Book review: The Laughter by Sonora Jha
That savage chortle
Sonora Jha`s book has a definitive personality; it is someone standing in the shadows of an ancient arch looking out at a decidedly un-ancient campus square with a sardonic half-smile on their lips and savage murder in their heart.
On the surface of it, The Laughter is about Oliver Harding, an old-school academic, a world-weary and cynical Chesterton scholar with a pronounced if hitherto subtle eye for women, both of the faculty and the student kind. At the start of the story, we watch him develop some decidedly prurient feelings for Ruhaba Khan, a Pakistani professor, his junior colleague at a Seattle college. She is polite but aloof in the beginning; then her visiting nephew Adil Alam is thrown into this particularly strange mix, and she begins to turn more friendly to our protagonist. Just friendly, mind you.
Adil starts to look upon the older man as a friend and well-wisher, starts to go out trekking with Harding, walks the latter`s dog Edgar regularly, and in time, begins to confide in him, to open the box of tumultuous emotions that is the inevitable baggage carried by most youngsters of Adil`s age, for the academic to look at, examine and sadly, judge.
Harding, of course, is cultivating Adil`s company for just one very obvious reason: to get closer to Adil`s aunt, the object of the ageing academic`s fantasies.

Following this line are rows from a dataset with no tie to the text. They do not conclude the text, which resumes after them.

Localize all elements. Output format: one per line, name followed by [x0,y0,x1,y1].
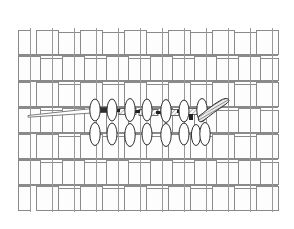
lifted-strand [179,123,189,145]
lifted-strand [142,99,152,121]
lifted-strand [200,123,210,146]
weave-row [18,186,278,210]
weave-row [18,160,278,184]
lifted-strand [191,125,200,146]
weave-row [18,56,278,80]
technical-drawing-canvas [0,0,294,229]
lifted-strand [125,99,135,122]
weave-row [18,30,278,54]
lifted-strand [161,100,171,123]
lifted-strand [107,99,117,121]
lifted-strand [161,124,171,147]
lifted-strand [179,100,189,122]
lifted-strand [90,99,100,121]
figure-root: Fig 4 [0,0,294,229]
lifted-strand [107,123,117,145]
lifted-strand [90,123,100,146]
lifted-strand [125,124,135,147]
lifted-strand [142,123,152,145]
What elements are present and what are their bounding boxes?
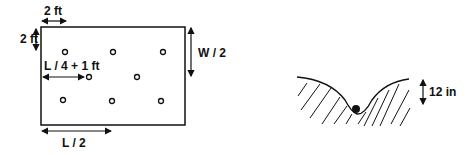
depth-label: 12 in <box>429 85 456 99</box>
sample-point <box>135 75 140 80</box>
sample-point <box>159 99 164 104</box>
middle-offset-label: L / 4 + 1 ft <box>44 59 99 73</box>
side-offset-label: 2 ft <box>20 32 38 46</box>
sample-point <box>110 99 115 104</box>
sampling-grid-plan: 2 ft 2 ft W / 2 L / 4 + 1 ft L / 2 <box>20 4 226 150</box>
diagram-canvas: 2 ft 2 ft W / 2 L / 4 + 1 ft L / 2 <box>0 0 471 155</box>
sample-point <box>87 75 92 80</box>
sample-point <box>61 98 66 103</box>
length-half-label: L / 2 <box>62 136 86 150</box>
soil-hatching <box>298 83 410 126</box>
sample-point <box>161 50 166 55</box>
furrow-cross-section: 12 in <box>297 77 456 126</box>
width-half-label: W / 2 <box>198 46 226 60</box>
top-offset-label: 2 ft <box>44 4 62 18</box>
sample-point <box>111 50 116 55</box>
seed-icon <box>352 105 360 113</box>
field-rectangle <box>41 27 185 125</box>
sample-point <box>63 50 68 55</box>
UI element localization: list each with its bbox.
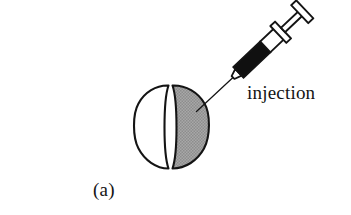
embryo-left-lobe: [134, 85, 169, 168]
needle-group: [197, 78, 234, 112]
needle-shaft: [197, 78, 234, 112]
panel-label: (a): [93, 180, 115, 199]
injection-diagram: [0, 0, 351, 215]
figure-panel: injection (a): [0, 0, 351, 215]
syringe-group: [224, 0, 313, 86]
injection-label: injection: [247, 83, 315, 102]
embryo-right-lobe: [173, 85, 209, 168]
embryo-group: [134, 85, 209, 168]
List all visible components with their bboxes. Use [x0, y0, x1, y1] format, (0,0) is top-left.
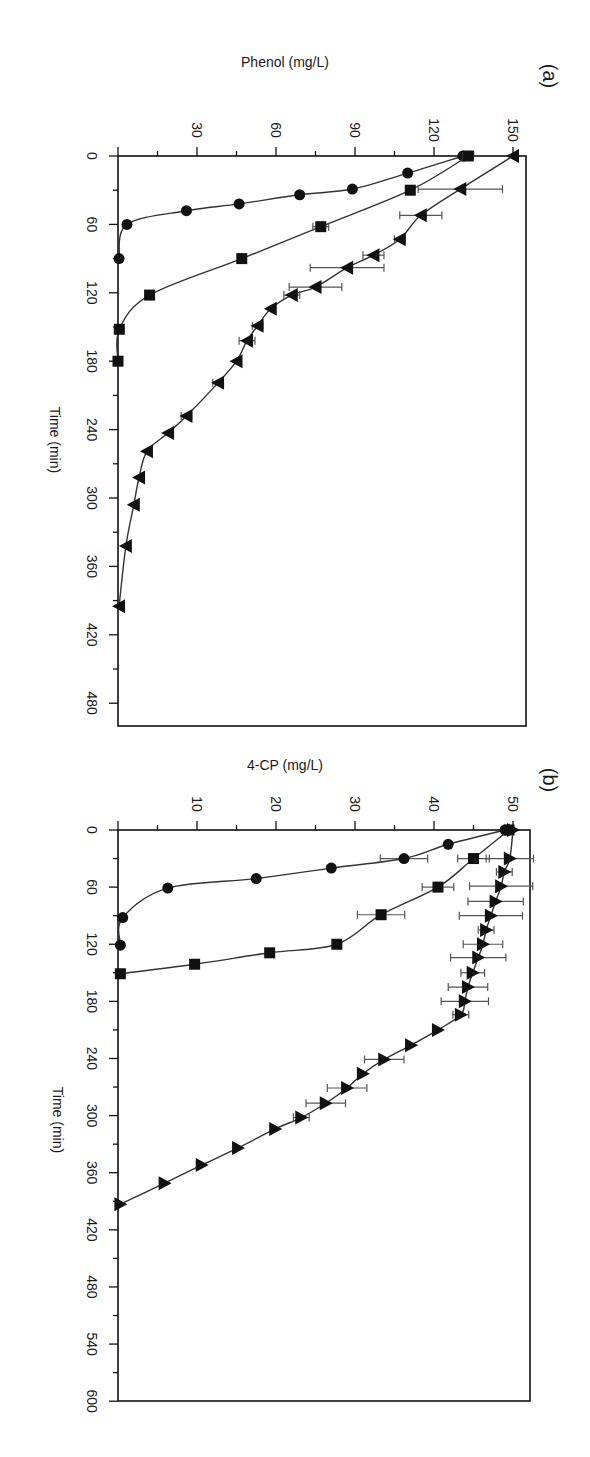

It doesn’t take the discerning reader too long to see through Oliver Harding`s supercilious and seemingly liberal veneer, and recognise the feelings of superiority, disdain for people not like him, contempt for terms which he feels are trending in ephemeral fashion on college campuses across the US, terms like diversity, sexual identity, cultural misappropriation. Is Dr Harding a closet racist…well, Jha keeps the jury out on that for quite a while, even as the reader makes up their mind soon enough.
A cataclysmic conclusion
By the time things move to a cataclysmic conclusion – be warned, it’s a slow burn of a denouement — something the reader sees coming, the same reader is totally disillusioned by a whole bunch of things and people on and off the campus in this story.
Jha employs a forceful, satirical style, with its savage leitmotif subtly in sight but not so overpowering as to overtake matters. The story is a direct, unflinching look at campus matters in an US university, matters that most non-Americans, and possibly some Americans too, would flinch from.
Everything is put under the unforgiving microscope: politics of race, identity, colour, religion, diversity, othering, terrorism, problematic stances, Capitol Hill politics (the story is set around the time Trump wins the US presidency), the politics of the hijab, woke politics..…you name it and it`s there, poking an offended head from out of the crowd gathered in the less- than- hallowed halls of academia. Jha calls it as it is, refusing to pass judgement on any of it, leaving the reader to absorb it all, take a deep breath and then take a call. Or, as I suspect might well be the case with many an Indian reader, pass on taking a call, even while heaving a sigh of relief that things haven`t quite reached this stage in our varsities!
There is a wry vein of humour loosely threading itself through the tale but overall, irony looms large over this story. There is decided irony when the author has Harding look at a Black girl and take note of her `unique` name: `Conscience or Essence or something;` when she has Harding describe himself as a man of pallor; when she has him tell us about the `shamers` and how they make up new nouns as they go along. There is irony in Harding`s arrogant yet naïve dismissal of the protesting students across America: they were wailing for a critical focus on the evolution of systems of oppression such as racism, capitalism, colonialism, etc, across America, he states, castigating them as young people who want to take down all that is good and wise and learned, who want to topple statues. There is irony tinged with sadness, when the reader hears Harding tell investigators that the Muslim porn he occasionally watches is very different from the stuff other Americans watch.
But let`s move away from Oliver Harding. There`s much irony in an encounter Ruhaba has with a little girl at a Whole Foods outlet, juxtaposing the latter`s surprise at setting eyes on `a Muslim,` with Ruhaba`s practiced way of defusing the situation. There`s much irony when Jha has Ruhaba say, I know no other culture in the world that can see every colour but gray.
There is also a strong touch of irony in the title; this is not a joyful or exuberant kind of laughter, it carries a manic tinge to it. Let`s face it, this is sheer untrammeled angry laughter.
The Laughter by Sonora Jha. PenguinRandomHouse Books. 302 pages. Rs 599.
This ran in the New Sunday Express Magazine of 16 July 2023.